Rikers’ reputation came to a head in 2017, when Jay-Z partnered with Netflix to premiere a four-part documentary on Kalief Browder, a Black teen from the Bronx who ultimately committed suicide after years of severe punishment under the watch of a facility that wrongly imprisoned him. One former employee at Rikers corroborates what many learned for the first time with Browder’s story.  

“For the last eight years, I’ve been trying to fight directly to change the conditions on Rikers Island after working there and then being fired for telling the truth,” said Dr. Victoria A. Phillips, a lead organizer at the march campaigning to shutter the infamous institution, which sits on a 400 acre land mass in the East River.  

“I'm here because my mother's buried in a military cemetery and she died for the illusion of justice that Black and Brown people still have yet to receive in this country. I'm here today to try to end that illusion and actually make it a reality.”

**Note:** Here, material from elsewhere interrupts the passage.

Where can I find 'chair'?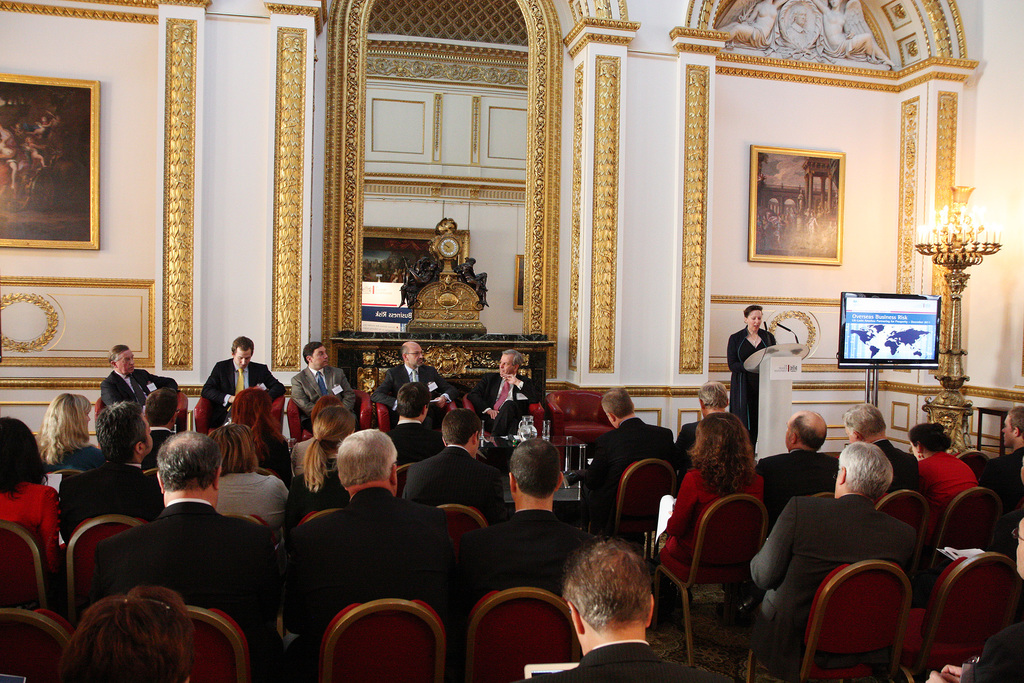
You can find it at {"left": 933, "top": 486, "right": 1017, "bottom": 554}.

The proposal that was approved by the City Council on Thursday will replace Rikers Island with four drastically smaller jails in four of the largest boroughs: Manhattan, Brooklyn, Queens and the Bronx. For the system’s own victims and survivors, the vote to abolish Rikers Island was a sweeping victory. 

“One of the most important things to acknowledge is the city's going to go from 15,000 beds to 3,800 beds. So when we talk about decarcerating, that's huge. You’re also talking about improving conditions for anyone who's going to be remanded. We deserve improved conditions. People deserve improved conditions, because we know people are still going to be left behind on Rikers and we can't let that happen,” explained Vidal Guzman, who himself was tried at 16 as an adult and sent to prison upstate before landing in Rikers Island for nearly four years of his seven-year bid.

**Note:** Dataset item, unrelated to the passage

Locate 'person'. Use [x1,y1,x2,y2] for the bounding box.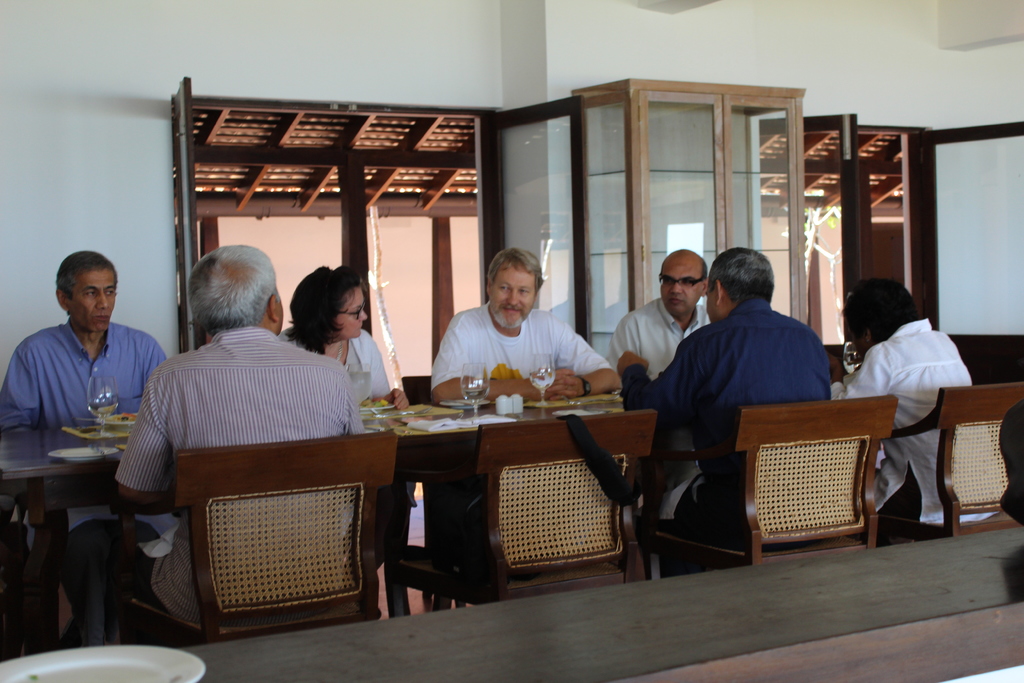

Yet, not everyone marching on Thursday was happy about the vote. Many abolitionists fear the building of more jails simply feed into our country’s history of punitive punishment. Guzman, who is a member of the JustLeadershipUSA and has dedicated his life to prison reformation since coming back into society, rejects that school of thought.

“If we're thinking about abolitionists, we have to make sure that we're pulling from the system from every single way,” he said. “We can't forget that because remand is not gonna end tomorrow, people are still going to be left behind. We shouldn't be leaving anyone behind in no condition that is not an improved condition. These facilities were never built for making sure social services are operating. And I've been in these facilities, so let's improve conditions.”

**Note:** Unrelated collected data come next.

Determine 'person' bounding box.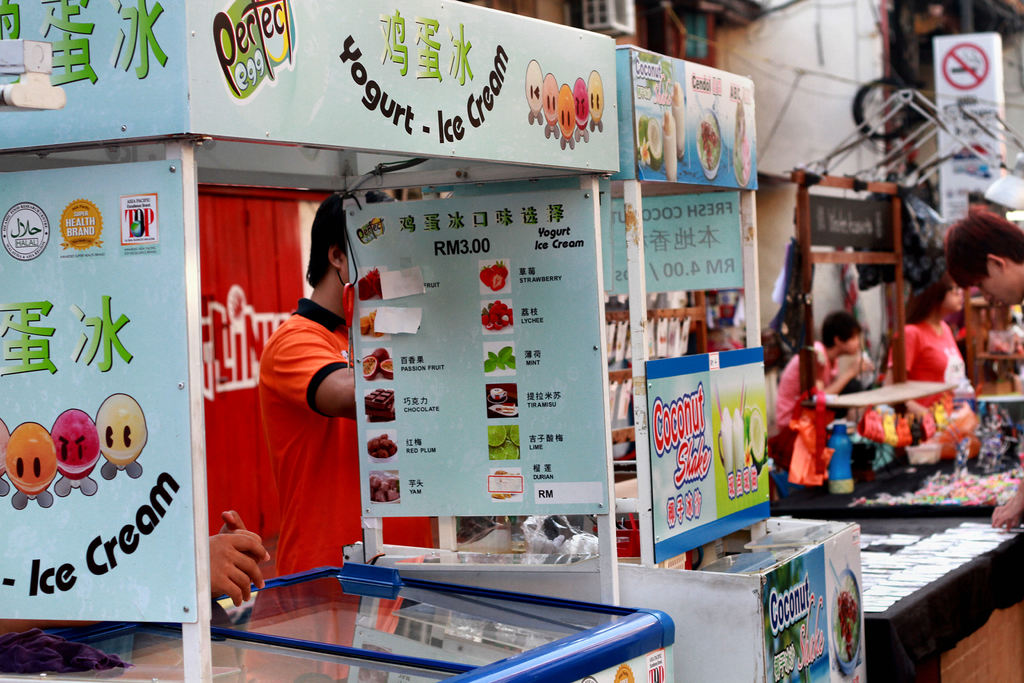
Determined: l=0, t=512, r=268, b=617.
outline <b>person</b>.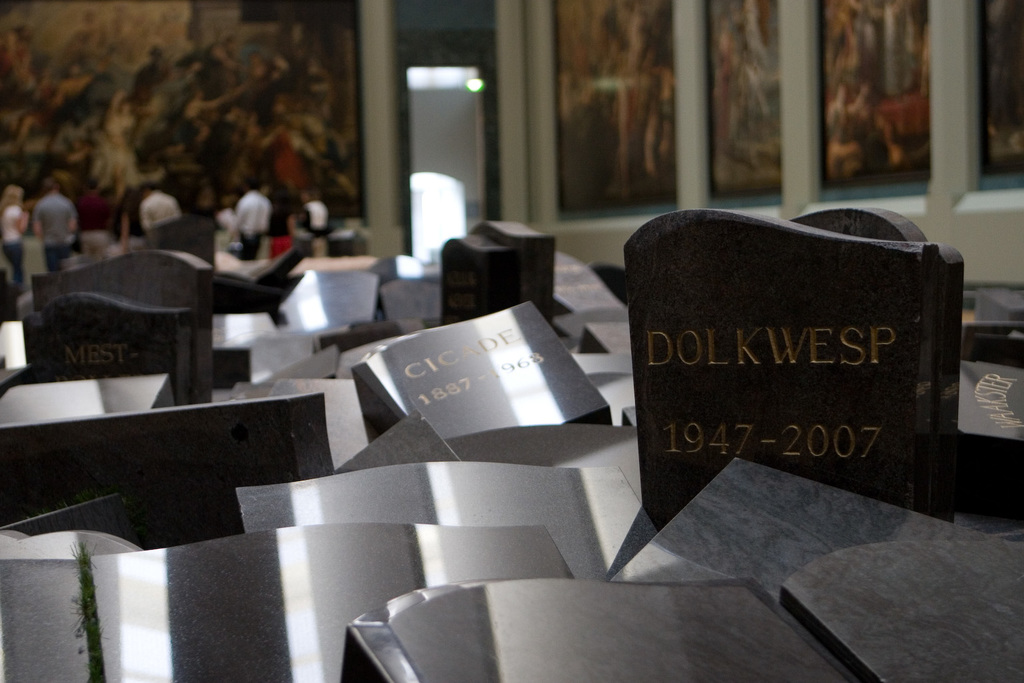
Outline: l=223, t=174, r=271, b=258.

Guzman echoes the sentiments of many. One protester by the name of Anna Pastoressa braved the windy chill on behalf of her son, Jairo Pastoressa, who sat in Rikers Island for six years without trial. 

“I've been going to Rikers Island for six years, every weekend, visiting my son who was in prison there waiting for trial. He was denied his constitutional rights and, of course, he never got a trial.” 

Jairo, an East Village graffiti artist of Brazilian descent, is out today, but not without “the very deep scars that left him with PTSD.” 

“This is a punitive society. We need to change the narrative. We need to help people,” Anna doubled down. “A lot of the people who end up in jail or arrested is because they don't have resources in their neighborhoods and that happens to a lot of people of color. People who don't have money, because the really privileged – who are the real criminals – are not in prison. 

“People need to understand that Rikers Island is a detention center, it is not a place where you are convicted. 70 or 80 percent of the people there are waiting for trial. The law says that you are innocent until proven guilty. So why are they treating them like guilty people? Not even an animal. You talk to animal lovers and animal activists—you cannot even treat an animal like that.”

Mayor Bill de Blasio’s vote to officially close Rikers after years of dismissing the idea will usher in new laws that ban cash bail for people charged with misdemeanors and nonviolent felonies, and for Guzman, that’s a step in the right direction no matter which way you slice it. 

“Because of our advocacy work, on January 1, 2020, we're going to have 9,000 people coming home from New York state.”